Excalibur

How did King Arthur, the medieval ruler of British legend, acquire his magical sword Excalibur and its priceless sheath that protected its bearer from injury? Two versions exist.

In one account, described in the Alfred Lord Tennyson poem Idylls of the King, Arthur rowed to the middle of a magic lake to receive the jeweled sword from the mysterious Lady of the Lake; dressed in white, she wished to protect him from his enemies and help him “beat his foemen down.” According to this version, as Arthur lay dying after his final battle, he ordered his faithful knight, Sir Bedivere, to throw Excalibur into the lake. After Bedivere complied, an arm, dressed in white, rose to catch the sword “and brandish’d him three times, and drew him under in the mere.”

The other account, popularized by the Disney film The Sword in the Stone, suggests that the sword had been firmly embedded in a miraculous stone, to be removed only by the future king. After every man who tried had failed to extract Excalibur, Arthur, though still a boy, pulled the sword out from the stone and proved himself the rightful heir to the throne.

Sir Thomas Malory’s fifteenth-century work Le Morte Darthur contains both versions. According to Malory, the name “Excalibur” means “cut-steel.”

PostScript: Although the existence of a real-life Arthur cannot be proven, historians cite evidence supporting a belief that he indeed probably lived in the sixth century. In life, Arthur was not a king, but a British warrior who battled invading Germans.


- [Assigned task]: Transcribe all the entries word for word, skipping the pictures.
Records supplied below:
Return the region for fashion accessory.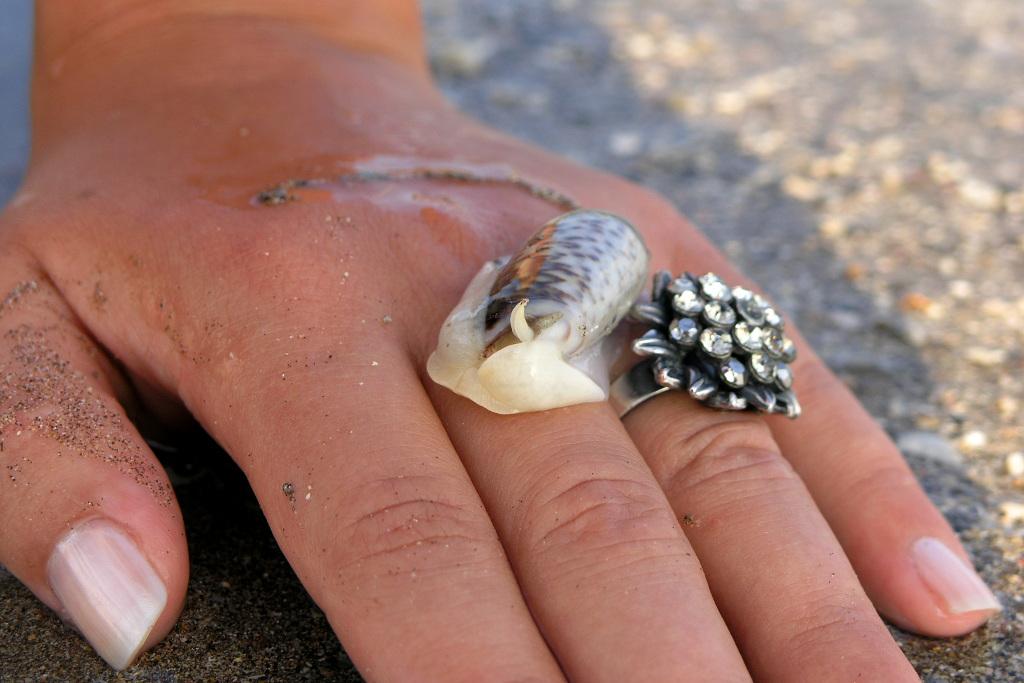
609,271,799,421.
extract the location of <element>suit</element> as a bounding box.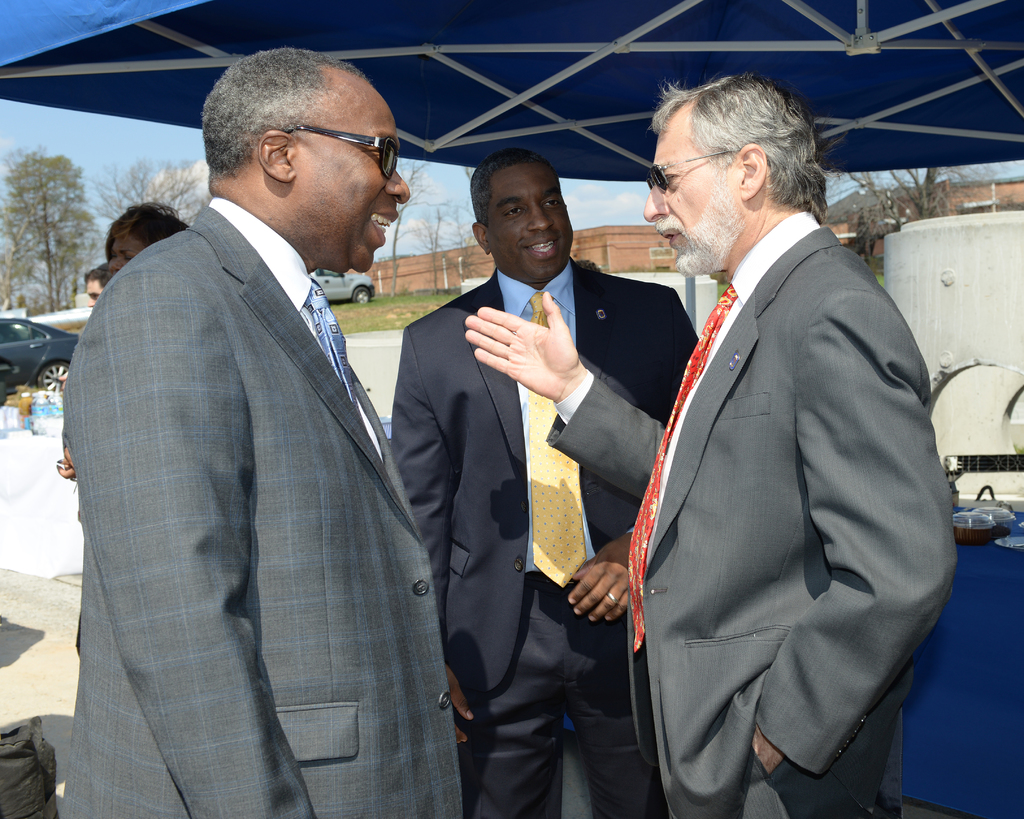
BBox(391, 257, 696, 818).
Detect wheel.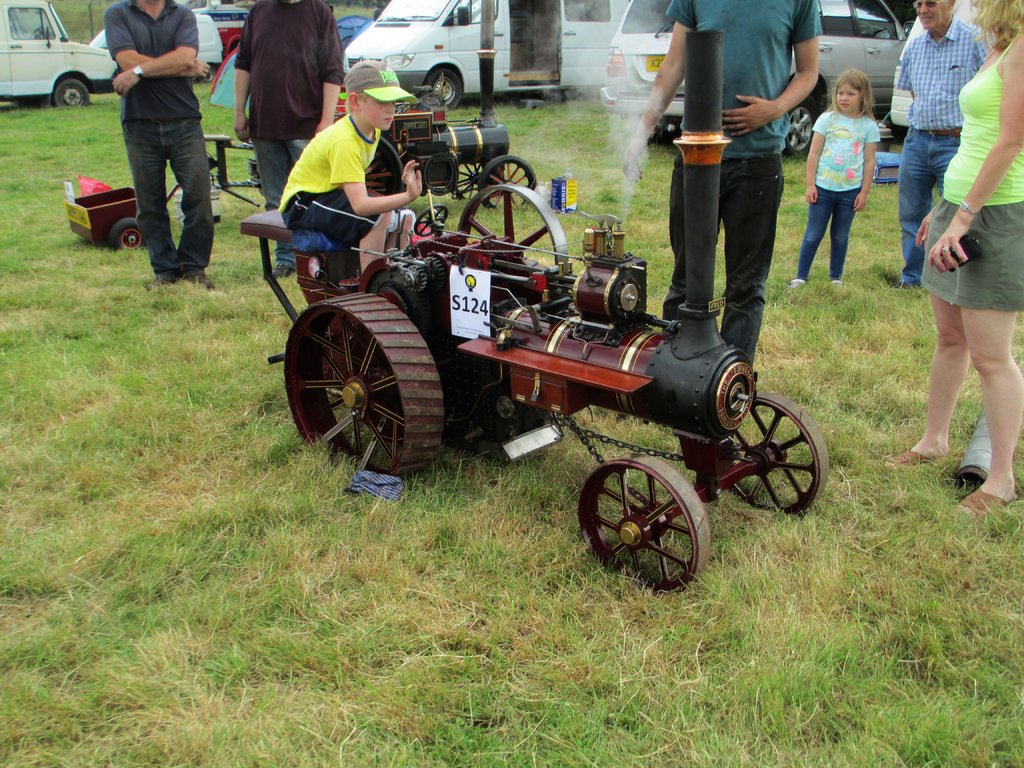
Detected at 424/68/467/104.
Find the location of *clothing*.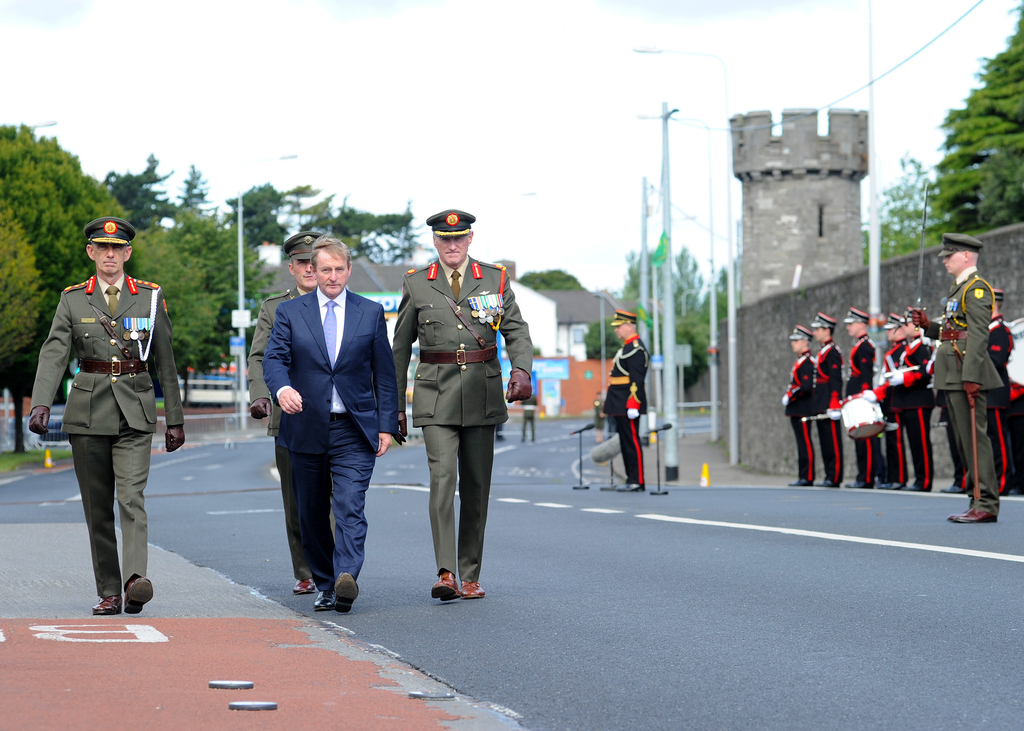
Location: 262:284:399:571.
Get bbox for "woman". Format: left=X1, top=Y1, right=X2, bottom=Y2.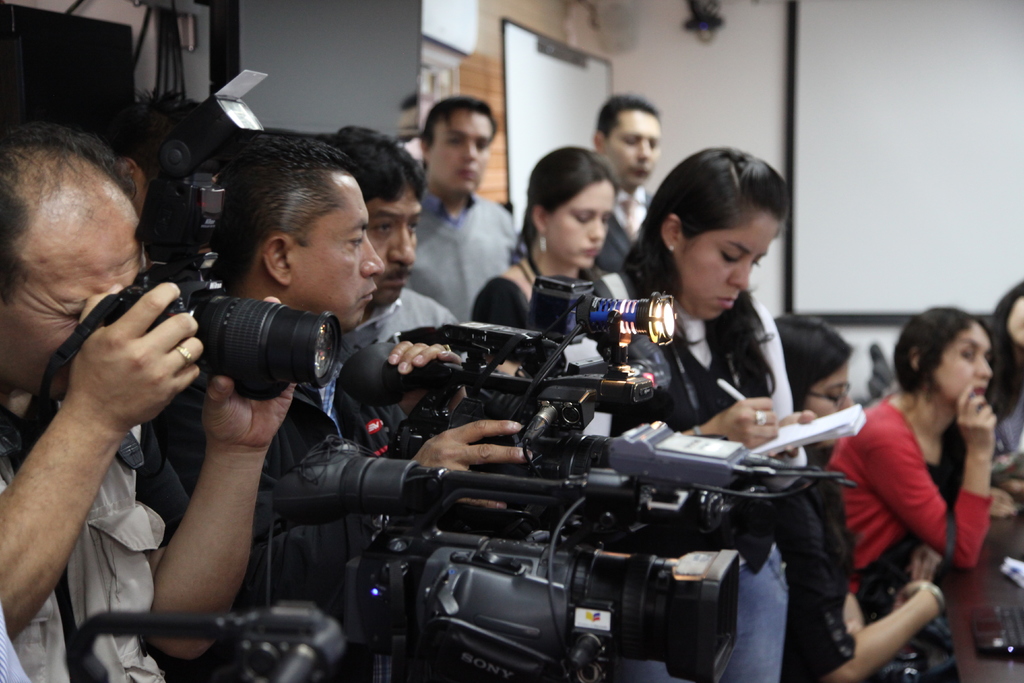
End of Records supplied.
- [Exercise solution]:
Return the region for fashion accessory.
609,271,799,421.
extract the location of <element>suit</element> as a bounding box.
BBox(391, 257, 696, 818).
Detect wheel.
Detected at 424/68/467/104.
Find the location of *clothing*.
Location: 262:284:399:571.
Get bbox for "woman". Format: left=X1, top=Y1, right=X2, bottom=Y2.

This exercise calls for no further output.